Doctoral Dissertations

Date of Award

8-2008

Degree Type

Dissertation

Degree Name

Doctor of Philosophy

Major

Business Administration

Major Professor

Phillip Dave

Committee Members

James Wansley, Tracie Woidtke, Donald Bruce

Abstract

For many years, academics generally viewed uptick rules as short sale constraints that contribute to stock overvaluation and hamper stock price efficiency. Recently adopted Regulation SHO provides us with a natural experiment to study the impact of the suspension of uptick rules on various market quality measures in a controlled environment. In the first essay, I investigate the impact of removing short sale price test rules on stock returns and find that on the NYSE, removing the tick-test rule mitigates stock overvaluation. On the NASDAQ, however, lifting the bid-test rule goes beyond correcting such overvaluation. It shows that prices of high-dispersion stocks tend to be depressed relative to prices of low-dispersion stocks. I also examine the relationship between daily short selling activities and stock returns and find that on average short sellers are more likely to be value-driven “contrarians” who short sell following high stocks returns. In the second essay, I examine the information content of short selling around the release of analyst recommendations. By looking at the magnitude and the speed of price response to analyst downgrade recommendations, I provide intra-day evidence supporting the documented assertion that suspension of the uptick rule helps improve stock price efficiency. For after-hour downgrades, pilot stocks respond quickly, with virtually all of the price response incorporated by the following open, while control stocks take an extra half hour after opening to fully reflect the new information. For downgrades that occur during normal trading hours, downgrade information is partially incorporated into pilot stock prices up to two hours before the recommendation is released, while control stocks take up to an hour and a half after the recommendation release to impound the information into stock price. Finally, short selling activities prior to the release of analyst recommendations indicate that short sellers capitalize on their private information associated with upcoming downgrades in the control sample, but such behavior seems to disappear in the pilot sample. I conjecture that, during the pilot program, short sellers were aware of the SEC’s regulatory scrutiny of pilot stocks and thus avoided trading on their private information in those stocks.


§ EXERCISE OBJECTIVE: Carry over every entry exactly as written, though not the pictures it contains.
======
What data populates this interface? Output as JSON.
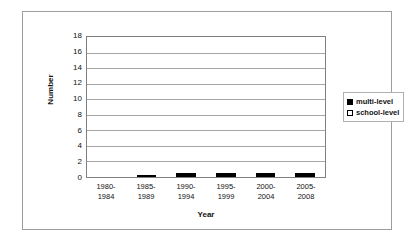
{
  "chart_data": {
    "type": "bar",
    "subtype": "stacked-vertical",
    "title": "",
    "xlabel": "Year",
    "ylabel": "Number",
    "ylim": [
      0,
      18
    ],
    "ytick_step": 2,
    "yticks": [
      "18",
      "16",
      "14",
      "12",
      "10",
      "8",
      "6",
      "4",
      "2",
      "0"
    ],
    "grid": true,
    "grid_axis": "y",
    "legend_position": "right",
    "categories": [
      "1980-1984",
      "1985-1989",
      "1990-1994",
      "1995-1999",
      "2000-2004",
      "2005-2008"
    ],
    "category_lines": [
      [
        "1980-",
        "1984"
      ],
      [
        "1985-",
        "1989"
      ],
      [
        "1990-",
        "1994"
      ],
      [
        "1995-",
        "1999"
      ],
      [
        "2000-",
        "2004"
      ],
      [
        "2005-",
        "2008"
      ]
    ],
    "series": [
      {
        "name": "school-level",
        "color": "#ffffff",
        "values": [
          0,
          2,
          1,
          1,
          3,
          3
        ]
      },
      {
        "name": "multi-level",
        "color": "#000000",
        "values": [
          0,
          0,
          1,
          1,
          13,
          10
        ]
      }
    ],
    "totals": [
      0,
      2,
      2,
      2,
      16,
      13
    ]
  },
  "legend": {
    "items": [
      {
        "label": "multi-level",
        "swatch": "filled-square-swatch",
        "color": "#000000"
      },
      {
        "label": "school-level",
        "swatch": "empty-square-swatch",
        "color": "#ffffff"
      }
    ]
  }
}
======
§ RESPONSE AREA:
What data populates this interface? Output as JSON.
{
  "chart_data": {
    "type": "bar",
    "subtype": "stacked-vertical",
    "title": "",
    "xlabel": "Year",
    "ylabel": "Number",
    "ylim": [
      0,
      18
    ],
    "ytick_step": 2,
    "yticks": [
      "18",
      "16",
      "14",
      "12",
      "10",
      "8",
      "6",
      "4",
      "2",
      "0"
    ],
    "grid": true,
    "grid_axis": "y",
    "legend_position": "right",
    "categories": [
      "1980-1984",
      "1985-1989",
      "1990-1994",
      "1995-1999",
      "2000-2004",
      "2005-2008"
    ],
    "category_lines": [
      [
        "1980-",
        "1984"
      ],
      [
        "1985-",
        "1989"
      ],
      [
        "1990-",
        "1994"
      ],
      [
        "1995-",
        "1999"
      ],
      [
        "2000-",
        "2004"
      ],
      [
        "2005-",
        "2008"
      ]
    ],
    "series": [
      {
        "name": "school-level",
        "color": "#ffffff",
        "values": [
          0,
          2,
          1,
          1,
          3,
          3
        ]
      },
      {
        "name": "multi-level",
        "color": "#000000",
        "values": [
          0,
          0,
          1,
          1,
          13,
          10
        ]
      }
    ],
    "totals": [
      0,
      2,
      2,
      2,
      16,
      13
    ]
  },
  "legend": {
    "items": [
      {
        "label": "multi-level",
        "swatch": "filled-square-swatch",
        "color": "#000000"
      },
      {
        "label": "school-level",
        "swatch": "empty-square-swatch",
        "color": "#ffffff"
      }
    ]
  }
}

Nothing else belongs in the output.